There was always opposition to change, and there had been many arguments against allying with the Humans at all, much less taking them as mates, but joining our people had been the best option to assure cooperation on both sides.
They needed ships and protection, and we needed a connection to the Qy’shaeuhl and more omegas.
Both sides were getting what they needed.
But these rebels were murdering the pairs meant to keep the alliance stable. They had started with targeting the Humans before they were bonded, but they knew killing a claimed omega killed her mate. They had turned on the Morrak and were putting us all at risk.
“There should have been six ties by now to anchor the alliance and assure the Human council doesn’t turn on us.

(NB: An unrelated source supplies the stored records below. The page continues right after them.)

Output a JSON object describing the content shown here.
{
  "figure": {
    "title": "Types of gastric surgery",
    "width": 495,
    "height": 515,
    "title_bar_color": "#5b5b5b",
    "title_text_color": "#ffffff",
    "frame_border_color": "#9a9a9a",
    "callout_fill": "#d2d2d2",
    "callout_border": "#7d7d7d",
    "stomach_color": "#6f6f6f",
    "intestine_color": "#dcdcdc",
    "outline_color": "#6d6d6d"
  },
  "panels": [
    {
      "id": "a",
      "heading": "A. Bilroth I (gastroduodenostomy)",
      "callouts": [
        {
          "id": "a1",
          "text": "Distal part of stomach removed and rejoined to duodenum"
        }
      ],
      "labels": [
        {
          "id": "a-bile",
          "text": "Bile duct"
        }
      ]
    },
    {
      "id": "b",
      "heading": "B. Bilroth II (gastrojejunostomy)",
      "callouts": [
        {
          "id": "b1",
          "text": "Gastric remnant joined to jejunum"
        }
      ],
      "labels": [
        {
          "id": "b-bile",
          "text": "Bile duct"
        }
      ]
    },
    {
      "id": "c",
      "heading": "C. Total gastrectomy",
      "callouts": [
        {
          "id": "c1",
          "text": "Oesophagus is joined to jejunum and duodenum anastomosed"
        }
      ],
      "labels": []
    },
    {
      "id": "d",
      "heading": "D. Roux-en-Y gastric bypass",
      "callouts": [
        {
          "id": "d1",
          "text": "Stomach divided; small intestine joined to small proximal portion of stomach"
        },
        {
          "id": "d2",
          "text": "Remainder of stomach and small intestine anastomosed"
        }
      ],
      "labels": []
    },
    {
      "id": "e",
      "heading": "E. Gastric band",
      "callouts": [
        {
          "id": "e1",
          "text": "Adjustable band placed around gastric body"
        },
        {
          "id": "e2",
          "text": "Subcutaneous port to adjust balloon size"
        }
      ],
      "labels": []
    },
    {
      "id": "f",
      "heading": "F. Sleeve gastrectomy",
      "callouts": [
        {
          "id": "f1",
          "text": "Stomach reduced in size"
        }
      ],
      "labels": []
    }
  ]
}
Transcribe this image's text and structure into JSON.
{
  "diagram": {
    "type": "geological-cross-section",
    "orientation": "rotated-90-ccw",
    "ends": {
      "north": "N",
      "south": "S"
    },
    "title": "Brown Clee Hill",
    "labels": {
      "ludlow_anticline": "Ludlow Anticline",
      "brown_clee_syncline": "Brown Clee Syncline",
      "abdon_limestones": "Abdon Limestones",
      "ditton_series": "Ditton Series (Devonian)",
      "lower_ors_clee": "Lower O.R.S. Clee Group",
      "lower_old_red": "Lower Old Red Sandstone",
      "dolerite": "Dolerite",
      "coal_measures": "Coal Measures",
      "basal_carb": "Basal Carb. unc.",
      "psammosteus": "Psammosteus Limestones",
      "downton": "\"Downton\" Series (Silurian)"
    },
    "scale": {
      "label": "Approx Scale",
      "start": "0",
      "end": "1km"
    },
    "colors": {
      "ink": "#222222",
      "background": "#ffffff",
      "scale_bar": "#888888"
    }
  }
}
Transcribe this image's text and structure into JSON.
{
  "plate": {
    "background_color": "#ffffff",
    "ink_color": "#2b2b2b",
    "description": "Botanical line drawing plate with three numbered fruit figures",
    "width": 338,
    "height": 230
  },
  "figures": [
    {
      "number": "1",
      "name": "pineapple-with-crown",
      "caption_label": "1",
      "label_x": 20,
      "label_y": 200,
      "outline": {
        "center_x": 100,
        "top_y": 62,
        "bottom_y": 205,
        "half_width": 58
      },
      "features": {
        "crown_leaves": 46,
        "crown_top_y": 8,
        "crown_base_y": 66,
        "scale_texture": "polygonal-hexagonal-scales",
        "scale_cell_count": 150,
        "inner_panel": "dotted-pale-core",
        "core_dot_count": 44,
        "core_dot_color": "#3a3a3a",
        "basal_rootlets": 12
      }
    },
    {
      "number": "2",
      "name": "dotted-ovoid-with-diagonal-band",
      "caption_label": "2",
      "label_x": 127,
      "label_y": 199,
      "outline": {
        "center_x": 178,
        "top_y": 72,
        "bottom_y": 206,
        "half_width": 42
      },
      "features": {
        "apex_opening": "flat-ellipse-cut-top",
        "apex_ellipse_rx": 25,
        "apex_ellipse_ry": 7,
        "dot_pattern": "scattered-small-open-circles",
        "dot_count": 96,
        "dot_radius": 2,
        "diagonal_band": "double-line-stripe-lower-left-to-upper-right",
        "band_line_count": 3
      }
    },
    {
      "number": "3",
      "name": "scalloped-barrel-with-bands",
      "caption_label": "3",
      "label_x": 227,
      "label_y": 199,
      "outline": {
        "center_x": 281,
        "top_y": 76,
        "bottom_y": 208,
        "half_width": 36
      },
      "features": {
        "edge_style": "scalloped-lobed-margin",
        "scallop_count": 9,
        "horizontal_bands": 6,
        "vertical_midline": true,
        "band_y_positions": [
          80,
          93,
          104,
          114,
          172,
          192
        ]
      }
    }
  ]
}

Instead, there are only three, with a Human death on our hands and another sent back damaged.”
I glanced toward the bedchamber before I could stop myself. It had been so close to being two Humans dead.
“There are protests,” he continued. “Some are demanding the alliance end now, before more warriors and omegas die. Others are saying the risk of retaliation means we should attack first.”
Of course they were. The Morrak did not respond to blood with patience and understanding.
We responded with claws and fury.
I dragged a hand over my face, exhaustion sinking into my bones.
“What did the council decide?”
Kael sighed, sounding as tired as I felt.
“For now, the alliance continues, but there will have to be changes. Only one new pair at a time. Easier to control who we select to bond a Human, but it means more frequent galas, or we’ll never have enough leverage to maintain peace. I’ll be informing the United Earth Council today.”
It was a safe choice. A rational one. Fewer targets, more control…
But it was also an admission that we had failed to protect what we had already begun. That our people weren’t behind us in our mission to assure the Morrak had a future.
“They think bonds make us weak and Humans will dilute the bloodlines.”
Kael scoffed.
“I want them to witness an omega breaking down when she can’t find her favorite blanket and have to maintain composure, and then say bonds make us weak.”
I huffed. He was right, but our people had viewed bonding as a risk for too long to change their minds after only three.
“They’re not going to stop.”
Kael sobered, straightening. His tail flicking behind him was the only sign of his temper.